By Doug Carman, The Packet Group
ROBBINSVILLE Township officials see the current emergency light in front of the Robbinsville Fire Department as a hazard in and of itself. Soon though, they hope to change it, Township Administrator Tim McGough said Tuesday.
Mr. McGough said the township and the state Department of Transportation plan to replace the blinking yellow lights on the fire building with a set of lights that stay dark until firefighters activate them as they’re pulling in or out of the station. The lights would turn yellow and then red, staying red until the fire trucks clear the building before turning yellow and then turning back off.
Township Attorney Mark Roselli said after the Township Council’s May 12 meeting that drivers have reacted to the yellow lights by either slowing down or stopping, even when no fire trucks are leaving the firehouse. He said this created a hazard along Route 130, where the building is located.
DOT spokesman Tim Greeley said Monday that since the firehouse is located on U.S. 130, the DOT, rather than Mercer County, has jurisdiction over the highway and therefore regulates the kind of emergency lighting systems used there.
The township had looked into replacing the light for a long while, but the state’s regulations didn’t allow for that until they were changed in 2009.
”When the current beacon was designed and installed … (regulations) provided no other option for that kind of scenario,” Mr. Greeley said. “The flashing yellow light was the only option for that kind of situation, as taken by engineers at that location.”
Plans began to move forward last month. Mr. McGough said Dave Martin, head of the DOT’s traffic division, outlined the township’s options to either keep the yellow light or to go with the new system Mr. McGough described in an April 14 e-mail to Fire Director John Archer and police Lt. Scott Texidor.
Mr. McGough said he told Lt. Texidor on April 27 that the township was giving the new system the green light.

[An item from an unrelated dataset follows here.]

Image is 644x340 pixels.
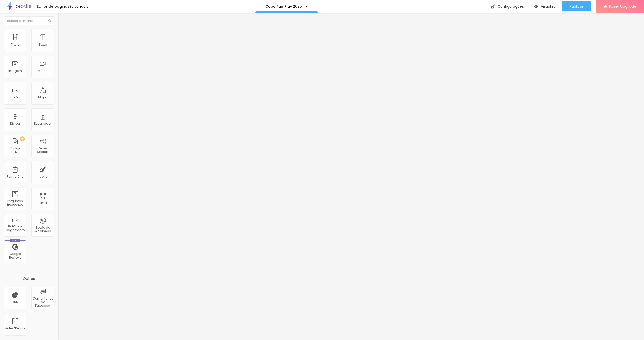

”I’m absolutely good with this. Let’s go with that,” Mr. McGough said.
There was some confusion during last week’s Township Council meeting on the planning behind the light. Mr. Archer told the council that the DOT would not let the township change the blinking yellow light in front of the fire station.
”The complaint department about that thing said it’s going to be as it’s designed and it’s going to stay that way. They don’t see any problem with it,” he said.
This conflicted with both Mr. McGough’s later account of the discussions between the township and the DOT and with Mr. Greeley’s, which mostly coincided with Mr. McGough’s.
Mr. Greeley said the DOT gave the township the option of keeping the yellow blinker or installing an “emergency hybrid beacon,” which would function the way Mr. McGough was describing.
Mr. McGough and Mr. Greeley said the township would have to cover 25 percent of the costs to install the new system. No cost estimate or timeline for the completion of the work was available by press time, but Mr. McGough said he didn’t anticipate it to cost more than “tens of thousands” of dollars.